Task statement » What this exercise calls for is an exact copy of the data.

** The input follows **

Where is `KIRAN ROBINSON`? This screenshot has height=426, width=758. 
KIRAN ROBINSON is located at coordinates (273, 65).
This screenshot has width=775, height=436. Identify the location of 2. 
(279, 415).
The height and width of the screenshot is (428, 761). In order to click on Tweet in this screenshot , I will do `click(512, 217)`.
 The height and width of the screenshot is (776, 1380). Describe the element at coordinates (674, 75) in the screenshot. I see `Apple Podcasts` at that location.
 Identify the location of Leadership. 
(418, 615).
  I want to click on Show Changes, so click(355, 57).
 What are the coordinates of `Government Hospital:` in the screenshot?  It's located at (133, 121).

** End of The input **

Answer space »
Where is `KIRAN ROBINSON`? This screenshot has height=426, width=758. 
KIRAN ROBINSON is located at coordinates (273, 65).
This screenshot has width=775, height=436. Identify the location of 2. 
(279, 415).
The height and width of the screenshot is (428, 761). In order to click on Tweet in this screenshot , I will do `click(512, 217)`.
 The height and width of the screenshot is (776, 1380). Describe the element at coordinates (674, 75) in the screenshot. I see `Apple Podcasts` at that location.
 Identify the location of Leadership. 
(418, 615).
  I want to click on Show Changes, so click(355, 57).
 What are the coordinates of `Government Hospital:` in the screenshot?  It's located at (133, 121).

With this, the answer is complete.